Overall, we consider this to be a preliminary investigation aimed at
determining how men and women respond to the perception that they are
being excluded within their place of work. The ability of researchers to
better understand how such behavior differentially impacts employees
may have important implications for the success of organizations on a
number of different levels. For exanple, at the individual level,
imderstanding how men and women respond to perceived exclusion may
allow for a better understanding of interpersonal and intergroup relations
at work. At the organizational level, lower satisfaction is linked to lower
perceptions of fairness, organizational justice, organizational
commitment, and higher levels of intentions to leave one's organization
(Aamodt, 2004). Proactive management training programs that
specifically address how exclusionary behavior may impact employees
along with techniques for creating an inclusive workplace may serve to
create a more cohesive work environment. Although tentative, the current
230
NORTH AMERICAN JOURNAL OF PSYCHOLOGY
findings do support the notion that a person's gender does moderate the
relation between perceived exclusion at work and work-related attitudes
and psychological health. Although tentative, the current findings do
support the notion that a person's gender does moderate the relation
between perceived exclusion at work and work-related attitudes and
psychological health.
Limitations of the Current Research
While we view the current research as representing an important step
to better imderstanding the relations among perceived exclusion, gender,
and work outcomes, some limitations are worth mentioning. As with the
majority of survey research, all measures were completed at a single
point in time, prohibiting any firm conclusions regarding cause and
effect. In addition, while producing statistically meaningful results,
perceived exclusion seems to represent a low base-rate behavior that may
engender social desirability responding in participants. After all, most
people do not like to acknowledge the fact that they are viewed as an
outcast or that their effort (if not existence) is marginalized by others.

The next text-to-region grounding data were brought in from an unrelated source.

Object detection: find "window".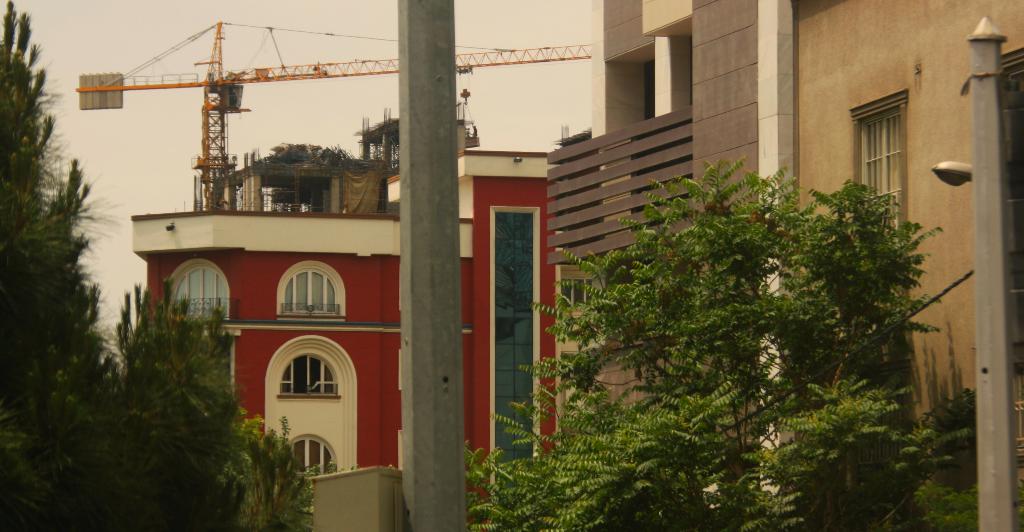
282,430,340,476.
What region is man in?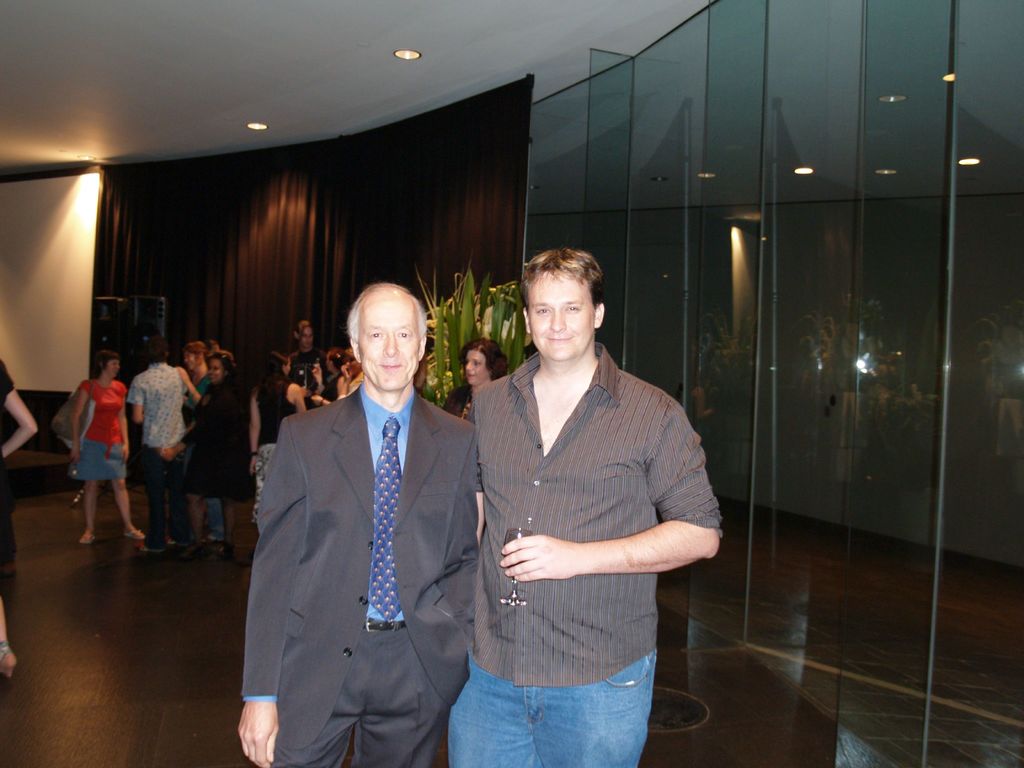
l=129, t=338, r=196, b=554.
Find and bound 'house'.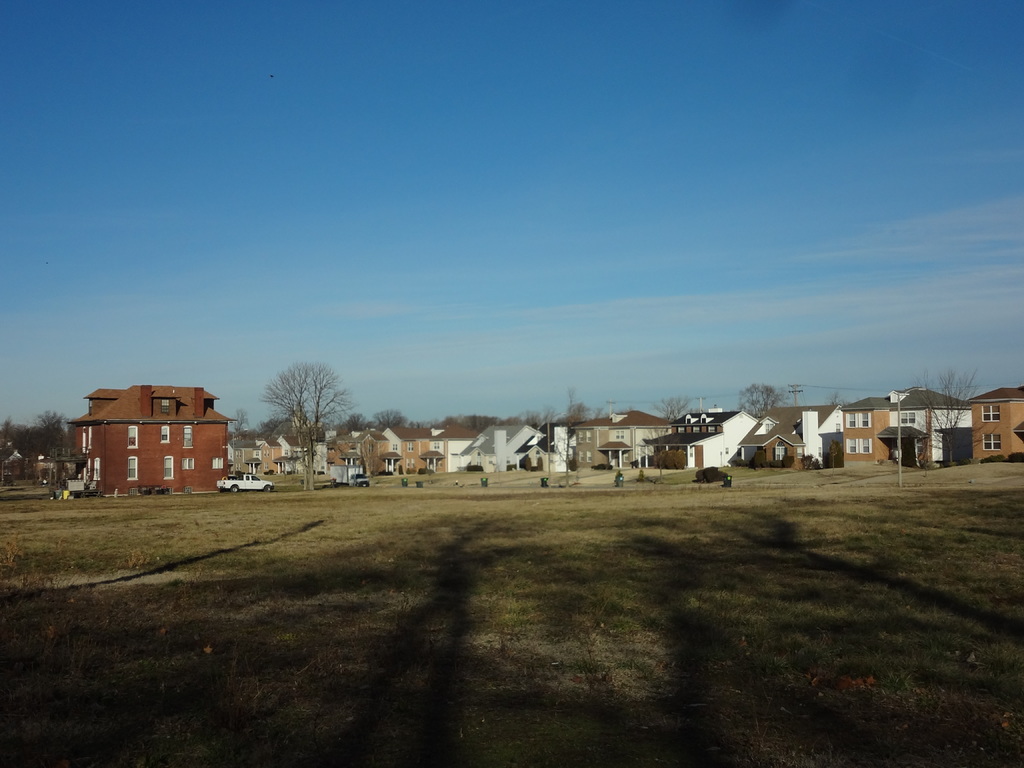
Bound: rect(0, 443, 51, 484).
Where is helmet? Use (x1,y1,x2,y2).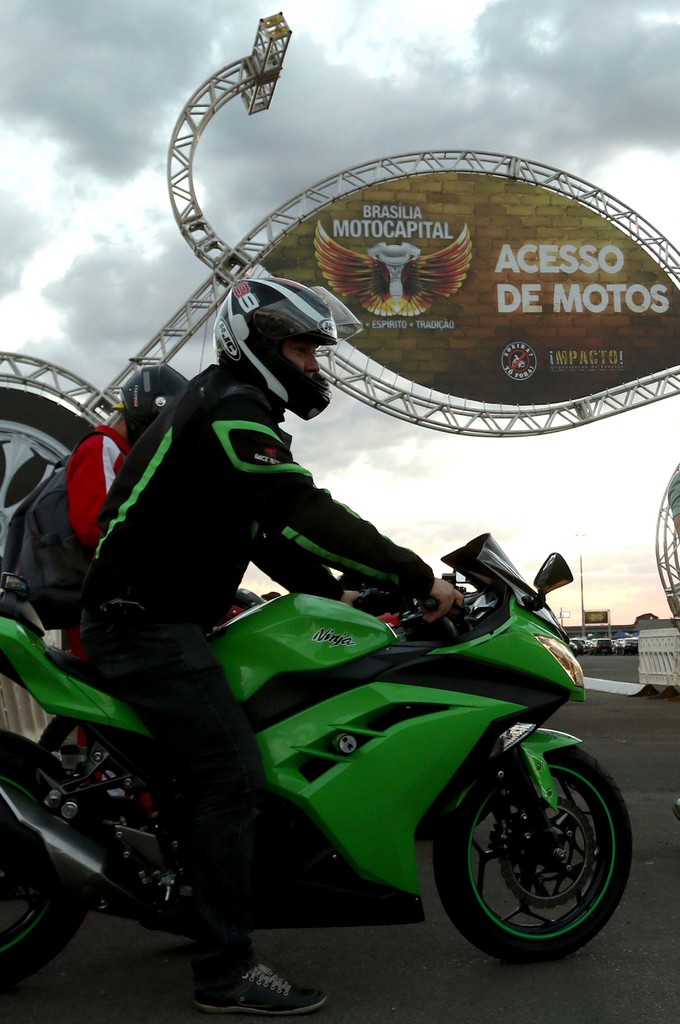
(223,276,359,410).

Nonetheless, even with relatively low base-rates on some items within
this measure, sizable percentages of both men and women felt that they
had been excluded during the past 12-months at their workplace. In
addition, the san^le reported being primarily Caucasian (over 90%) and
working part-time. Further research in this area would benefit firom
examining other ethnicities and a larger sample of full time employees.

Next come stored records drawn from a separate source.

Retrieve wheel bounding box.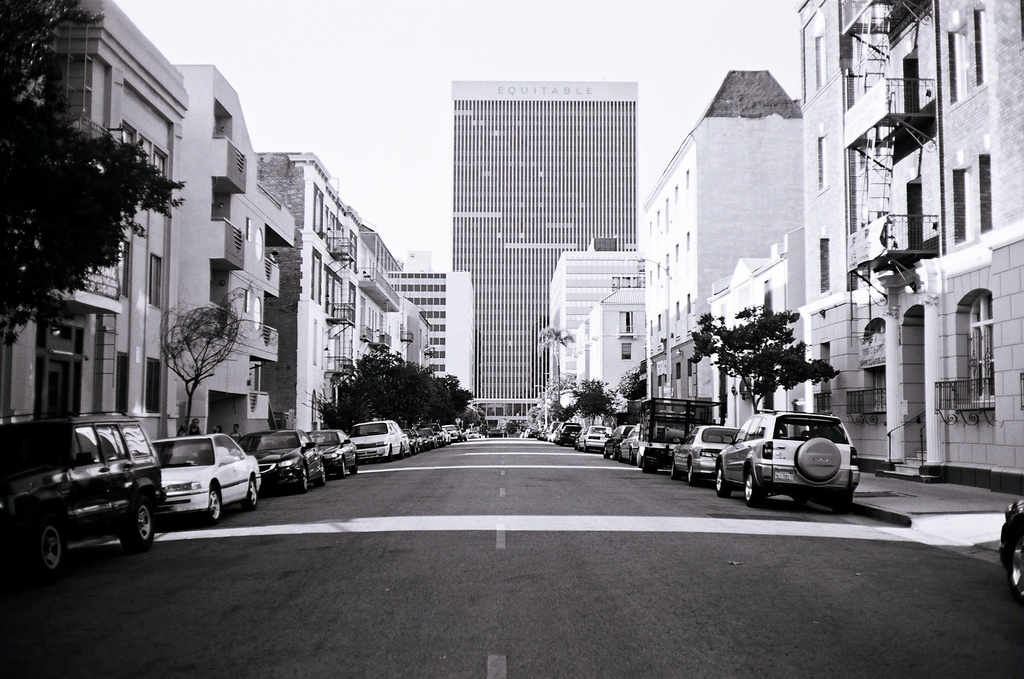
Bounding box: <box>407,444,412,456</box>.
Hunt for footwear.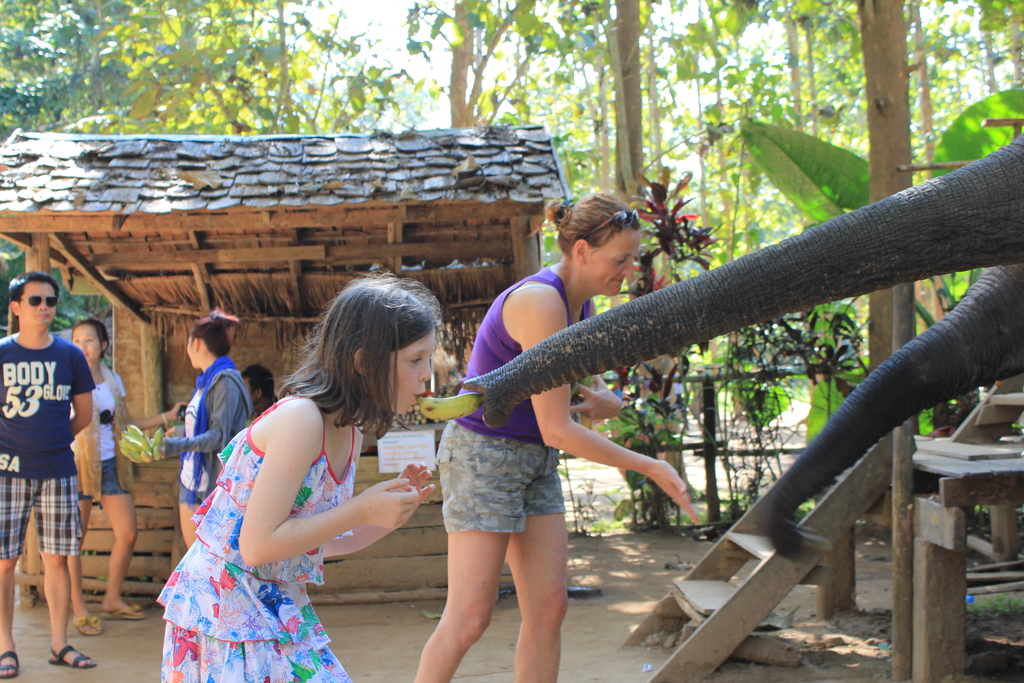
Hunted down at (47,646,96,668).
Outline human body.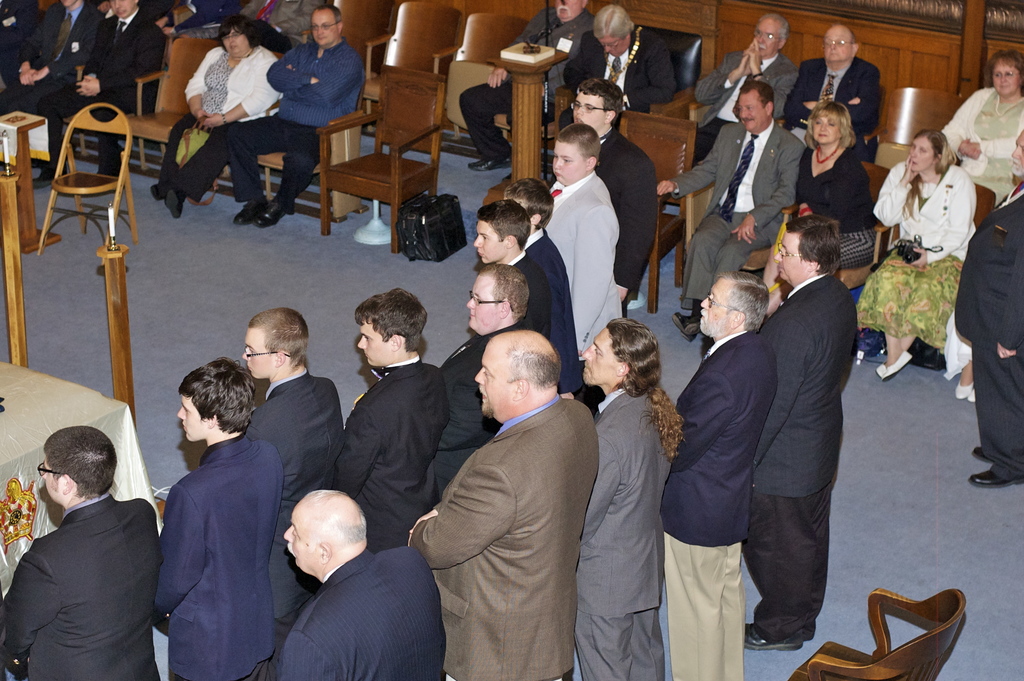
Outline: 783/54/881/161.
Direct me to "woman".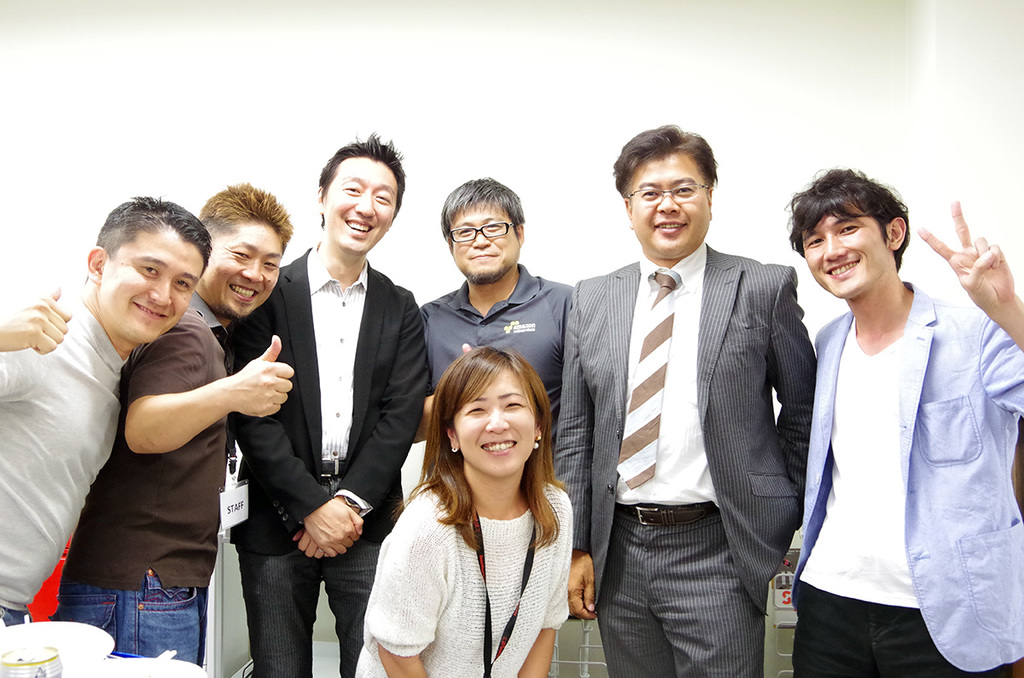
Direction: crop(352, 347, 574, 677).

Doing so would help to answer the following questions; do the results
presented here generalize to participants of other ethnicities and/or
cultures? How robust are the current research findings? In addition,
would a similar pattern emerge among a sample of full-time enqiloyees?
Also of interest would be whether differences emerge as a function of
occupation.
In summary, the primary goal of the current research was to
investigate if and how gender moderates the impact of perceived
exclusion on work-relates attitudes and psychological health. Indeed,
results support the initial hypotheses and suggest gender to be one
variable worthy of study by future researchers investigating the outcomes
associated with worlqjlace exclusion. Nevertheless, there is much
research that still needs to be done in this area. For example, how does
personality interact with exclusion to produce work outcomes? This
seems especially important for areas of selection and placement given
that many managers sent on overseas assignments fail to complete their
assignments (Muchinsky, 2002). One possible reason for such failure
may involve managers perceiving that they are being ignored, rejected, or
excluded by members of the host country. Moreover, how does
Hitlan, Cliffton, & DeSoto
EXCLUSION & GENDER
231
workplace exclusion relate to other work attitudes and behaviors such as
job satisfaction, work withdrawal, antisocial behavior, and workplace
violence? Only through continued research in this area will we be able to
better understand the etiology and consequences of such behavior.